Northern German public broadcaster NDR has launched a podcast that systematically documents and analyzes crime cases in small Northern German towns and rural communities. "Verbrechen von nebenan" (Crimes Next Door) challenges the myth of the "safe countryside" by demonstrating that murder, rape, robbery and fraud occur just as frequently among neighbors as in the anonymous metropolises of major cities.
The podcast's central narrative rests on a simple insight: when family, work and neighbors merge in small communities, both trust and conflict become intertwined. Here, crime carries different consequences than in large cities, because everyone knows everyone.
Concept: Criminality in everyday life
"Verbrechen von nebenan" distinguishes itself from classical true crime formats through its locally anchored perspective. Rather than focusing on spectacular cases from major cities, the podcast concentrates on crimes that occur in neighboring communities, in villages and small port towns — where perpetrators and victims often know each other personally, and where the psychological ripple effects of crime impact entire local communities.
This approach has proven effective in reaching listeners who recognize their own regional world in the stories.
Geographic focus: Northern Germany from north to south
The podcast primarily concentrates on cases from:
- Schleswig-Holstein: Rural districts and port cities such as Kiel and Lübeck
- Hamburg: Suburban areas with criminological interest
- Lower Saxony: Hanover, Braunschweig and smaller municipalities
- Mecklenburg-Vorpommern: Coastal regions and rural communities
- Bremen: Urban areas and surrounding districts
This geographic delineation provides the editorial team with clarity and the opportunity to dig deeply into local archives, collaborate with local authorities, and track how communities have developed following a case.
Regional crime investigations in Germany
Journalistic method: Thorough and ethical
The podcast's editorial team employs multiple research methods:
Investigative research: The work is built on analysis of court verdicts, trial protocols and police reports. Journalists reconstruct the sequence of crimes chronologically and place them in historical context.
Sources and interviews: Where possible, perpetrators are interviewed (often from prison), relatives of victims are given space for their perspective, and investigators share their professional experiences.
On-site visits: The production team visits crime scenes and documents the current situation. How has the town changed after the case? What scars remain?
Local historical sources: Old newspaper archives are examined to show how the media's original coverage influenced public perception of the case.
Why this podcast matters
European regional crime cases
The true crime genre has grown significantly in Germany. NDR's podcast fills a gap between national major cases (such as the Solingen arson attack or NSU) and everyday criminology based on actual research. It conveys that crime is structural — not merely a question of individual choices, but of social environment, economic conditions and personal conflicts.
Unlike many American true crime formats, the podcast avoids sensationalism. Stories are told with a serious and documentary tone.
Format: Depth before speed
Episodes typically follow a structure of 30–50 minutes, where a single case is treated thoroughly, or multi-episode series are produced if complexity demands it. This allows for deeper research than shorter podcast formats.
NDR has access to extensive archives and can dig into decades-old cases that still live in the local community's memory — an ideal constellation for authentic true crime narratives.
Podcast journalism in Northern Europe
"Verbrechen von nebenan" proves that regional true crime formats can compete internationally when produced with journalistic quality and local expertise.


* _Task_:
Give the records again word for word. Leave every picture out.
+ + + + +
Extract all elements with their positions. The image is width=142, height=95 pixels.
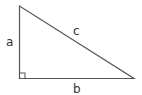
- label-side-c: c: [73, 24, 80, 38]
- label-side-a: a: [6, 35, 13, 49]
- right-angle-marker: [20, 73, 26, 79]
- triangle-shape: [20, 6, 135, 79]
- label-side-b: b: [73, 82, 81, 95]
- right-triangle-diagram: a c b: [0, 0, 142, 95]
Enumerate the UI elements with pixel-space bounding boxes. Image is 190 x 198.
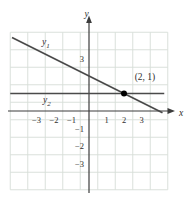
y-tick-label: −3 (75, 159, 84, 169)
x-axis-label: x (178, 108, 184, 118)
x-tick-label: 3 (139, 115, 143, 125)
intersection-point-dot (121, 91, 127, 97)
x-tick-label: 2 (122, 115, 126, 125)
point-marker (121, 91, 127, 97)
line1-label-subscript: 1 (46, 42, 50, 50)
line2-label-subscript: 2 (47, 100, 51, 108)
line1-label: y1 (41, 37, 50, 50)
y-tick-label: −2 (75, 141, 84, 151)
x-tick-label: 1 (104, 115, 108, 125)
y-tick-label: −1 (75, 124, 84, 134)
x-tick-label: −2 (49, 115, 58, 125)
y-tick-label: 3 (80, 54, 84, 64)
coordinate-plane: −3−2−11233−1−2−3 y x y1 y2 (2, 1) (0, 0, 190, 198)
x-axis-arrow-icon (168, 108, 176, 114)
x-tick-label: −3 (32, 115, 41, 125)
graph-figure: −3−2−11233−1−2−3 y x y1 y2 (2, 1) (0, 0, 190, 198)
y-axis-label: y (83, 9, 89, 19)
line2-label: y2 (42, 95, 51, 108)
point-coordinates-label: (2, 1) (135, 72, 156, 83)
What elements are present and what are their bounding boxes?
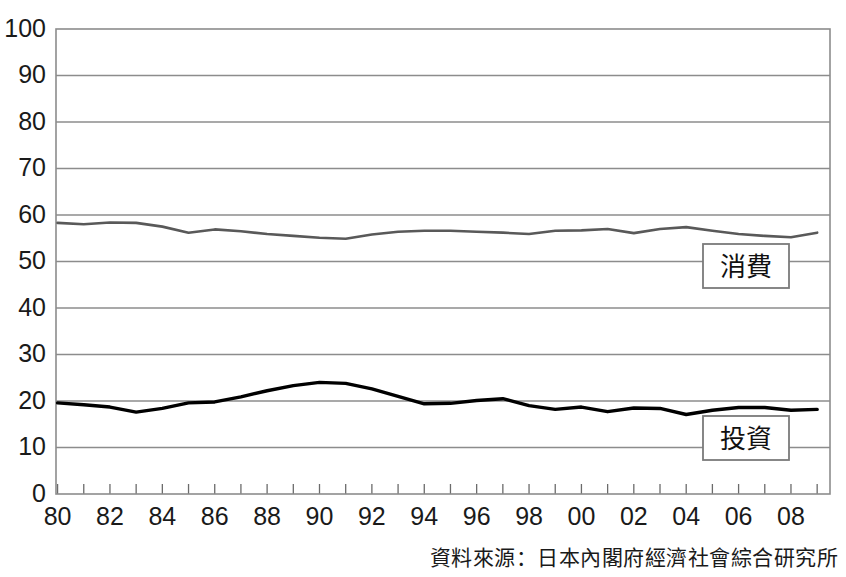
+ + + + +
* _Task output_:
Extract all elements with their positions. The image is width=142, height=95 pixels.
- label-side-c: c: [73, 24, 80, 38]
- label-side-a: a: [6, 35, 13, 49]
- right-angle-marker: [20, 73, 26, 79]
- triangle-shape: [20, 6, 135, 79]
- label-side-b: b: [73, 82, 81, 95]
- right-triangle-diagram: a c b: [0, 0, 142, 95]
Enumerate the UI elements with pixel-space bounding boxes. Image is 190 x 198.
y-tick-label: −3 (75, 159, 84, 169)
x-axis-label: x (178, 108, 184, 118)
x-tick-label: 3 (139, 115, 143, 125)
intersection-point-dot (121, 91, 127, 97)
x-tick-label: 2 (122, 115, 126, 125)
point-marker (121, 91, 127, 97)
line1-label-subscript: 1 (46, 42, 50, 50)
line2-label-subscript: 2 (47, 100, 51, 108)
line1-label: y1 (41, 37, 50, 50)
y-tick-label: −2 (75, 141, 84, 151)
x-tick-label: 1 (104, 115, 108, 125)
y-tick-label: −1 (75, 124, 84, 134)
x-tick-label: −2 (49, 115, 58, 125)
y-tick-label: 3 (80, 54, 84, 64)
coordinate-plane: −3−2−11233−1−2−3 y x y1 y2 (2, 1) (0, 0, 190, 198)
x-axis-arrow-icon (168, 108, 176, 114)
x-tick-label: −3 (32, 115, 41, 125)
graph-figure: −3−2−11233−1−2−3 y x y1 y2 (2, 1) (0, 0, 190, 198)
y-axis-label: y (83, 9, 89, 19)
line2-label: y2 (42, 95, 51, 108)
point-coordinates-label: (2, 1) (135, 72, 156, 83)
What elements are present and what are their bounding boxes?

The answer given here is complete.